Develop your talent and technology to meet the expectations of the C-Suite level
The final lesson for corporate security is the need to professionalise. Twenty-five years ago, HR leaders realised that their talent and technology were appropriate for operating as ‘corporate cops’, but that they would not meet the standards of excellence required by the C-Suite. As Dave Ulrich wrote in 1998, “HR cannot expand its role in an organization without the requisite expertise. Becoming a strategic partner demands a degree of knowledge about strategy, markets, and the economy… If HR is to effect real change, it must be made up of people who have the skills they need to work from a base of confidence and earn what too often it lacks—respect.”
Little by little, HR began to invest in its people, processes and technology, and corporate security must do the same. The function needs people who have business acumen and strong administrative skills, are proficient communicators and influencers, and are digital and technology natives. They also need technology and processes that can scale, as demand for this business value-add increases.

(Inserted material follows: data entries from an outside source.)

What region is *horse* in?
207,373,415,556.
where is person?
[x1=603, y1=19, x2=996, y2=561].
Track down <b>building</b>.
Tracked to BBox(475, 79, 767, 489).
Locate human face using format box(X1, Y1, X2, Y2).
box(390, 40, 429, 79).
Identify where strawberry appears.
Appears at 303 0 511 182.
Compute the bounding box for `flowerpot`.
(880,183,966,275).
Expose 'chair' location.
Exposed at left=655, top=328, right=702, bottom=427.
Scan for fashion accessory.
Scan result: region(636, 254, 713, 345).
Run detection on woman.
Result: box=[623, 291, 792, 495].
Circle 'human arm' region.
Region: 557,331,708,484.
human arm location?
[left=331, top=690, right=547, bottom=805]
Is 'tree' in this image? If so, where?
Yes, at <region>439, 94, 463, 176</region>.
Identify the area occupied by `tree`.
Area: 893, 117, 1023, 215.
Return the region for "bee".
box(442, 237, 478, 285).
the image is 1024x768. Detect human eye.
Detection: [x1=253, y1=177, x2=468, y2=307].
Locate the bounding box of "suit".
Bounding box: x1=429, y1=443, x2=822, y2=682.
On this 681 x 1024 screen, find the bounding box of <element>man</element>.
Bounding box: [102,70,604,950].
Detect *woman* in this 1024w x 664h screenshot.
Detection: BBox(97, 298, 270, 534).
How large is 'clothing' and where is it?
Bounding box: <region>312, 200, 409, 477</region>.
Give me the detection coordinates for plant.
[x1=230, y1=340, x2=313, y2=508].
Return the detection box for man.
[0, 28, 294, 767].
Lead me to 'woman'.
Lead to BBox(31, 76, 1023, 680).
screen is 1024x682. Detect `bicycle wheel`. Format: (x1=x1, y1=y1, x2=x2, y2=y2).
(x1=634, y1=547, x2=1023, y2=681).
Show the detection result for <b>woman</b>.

A unique window of opportunity
Corporate security is at an inflection point; world events have changed the global business operating environment and created problems for business leaders that play to the assets, skills, and know-how of corporate security professionals.
There is much that the security profession can learn from the journey that HR took from ‘corporate cop’ to the C-Suite over the past twenty-five years: seize the opportunity, focus on what you deliver rather than what you do, tell the story, and invest in your talent and technology so you are match-fit to operate at executive level.
There has never been a time when the opportunities for corporate security to add business value have been greater than they are today. Realising those opportunities requires a shift in mindset and a concerted campaign to educate, demonstrate, and tell the story of the business value of corporate security.
The Business Value of Corporate Security by Rachel Briggs OBE is published by The Clarity Factory.